Barbara Allen begins hesitantly, the guitar picking out a fragment of the melody, which is taken up by the flute. A Japanese flavour is given to the dialogue – the flute imitating the sounds of ashakuhachi – revealing the influence of Beaser’s studies with composer Tōru Takemitsu. But barelyhas the familiar tune been heard in its entirety than the music launches into a unique exploration of its melodic shapes and harmonic ideas, weaving together different versions of the melody. The House Carpenter and He’s Gone Away maintain the strongly improvisational spirit of the cycle,in which new melodies, harmonies and structures emerge from the traditional verse-forms.

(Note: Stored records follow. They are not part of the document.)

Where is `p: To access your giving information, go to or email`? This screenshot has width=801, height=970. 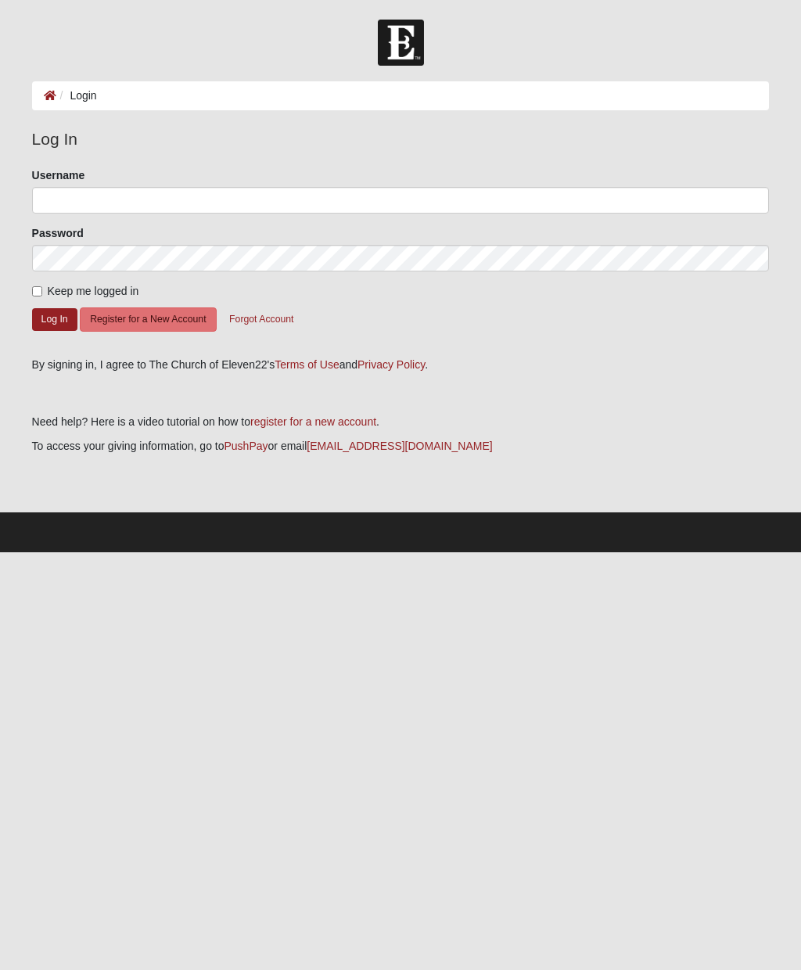
p: To access your giving information, go to or email is located at coordinates (400, 446).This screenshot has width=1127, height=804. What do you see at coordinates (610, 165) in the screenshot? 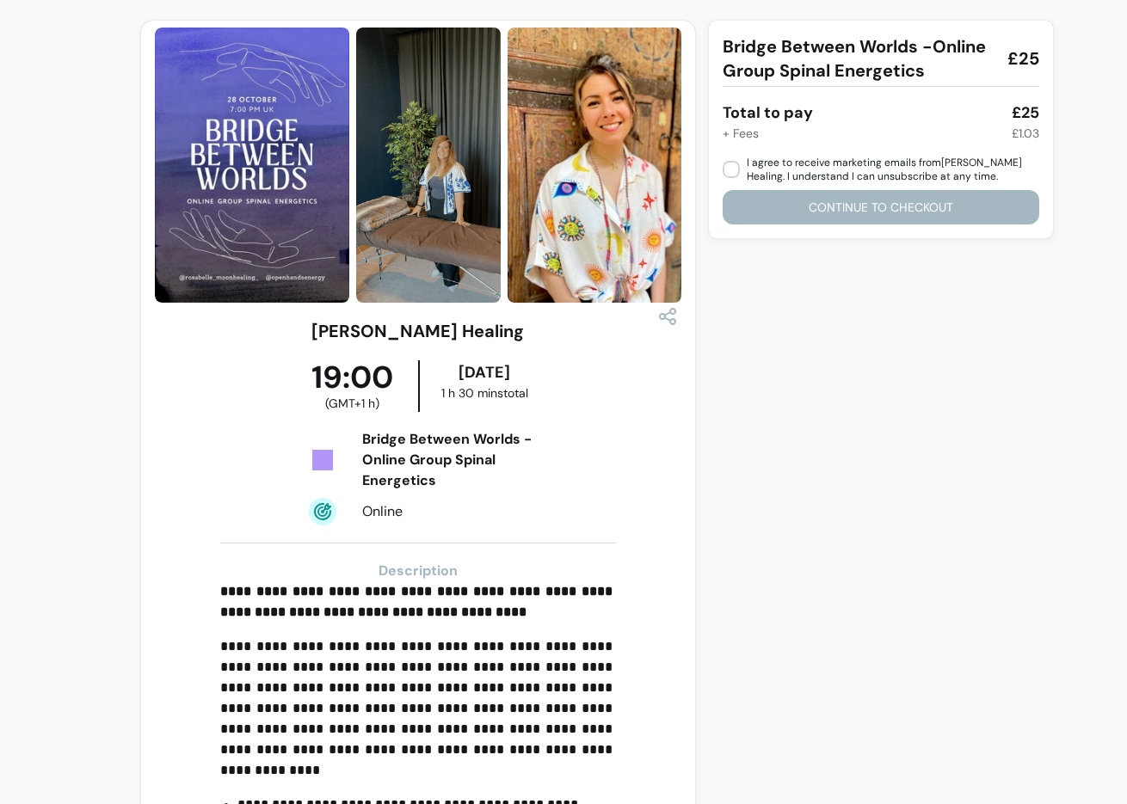
I see `img: https://d3pz9znudhj10h.cloudfront.net/0b4de806-19ec-43b8-9de3-aa0ebd2fc94d` at bounding box center [610, 165].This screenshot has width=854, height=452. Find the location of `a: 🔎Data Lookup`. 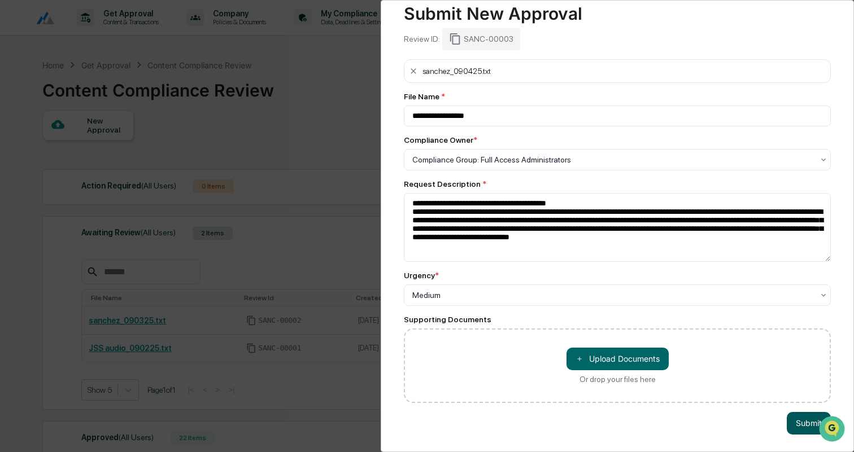

a: 🔎Data Lookup is located at coordinates (41, 169).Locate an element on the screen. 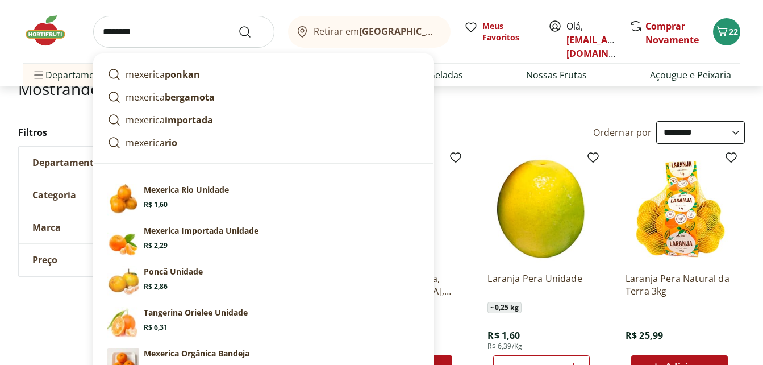 The height and width of the screenshot is (365, 763). strong: bergamota is located at coordinates (190, 97). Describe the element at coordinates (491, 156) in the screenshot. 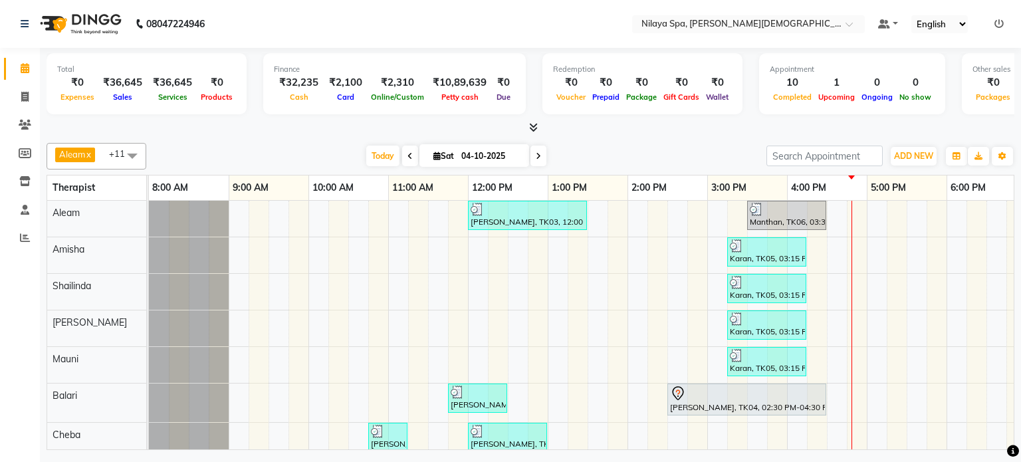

The selection of Mountain Songs on this recording concludes with two strangers to the AppalachianMountains. Hush You Bye transforms a popular lullaby of the deep South into a whirling fantasiabefore returning to the calm of its opening. Cindy takes its cue from a minstrel fiddle song, andprovides a spirited finale with a cheeky surprise in every verse.

For popular music to be truly ‘of the people’ it must relate to real life. The early-20th-centuryAmerican painter George Bellows felt the same way about his art, despite the prevailing belief thatpainting should ‘uplift and inspire the human spirit through its vision of the ideal.’ Bellows was notafraid to depict the harshness of life or the frailty of human beings in his scenes from everyday life,and one of the most powerful of these is his lithograph Dance in a Madhouse from 1917. Its subtlecomposition highlights four groups of asylum inmates, inspiring guitarist-composer David Leisner tomatch its evocative drama with that of his music.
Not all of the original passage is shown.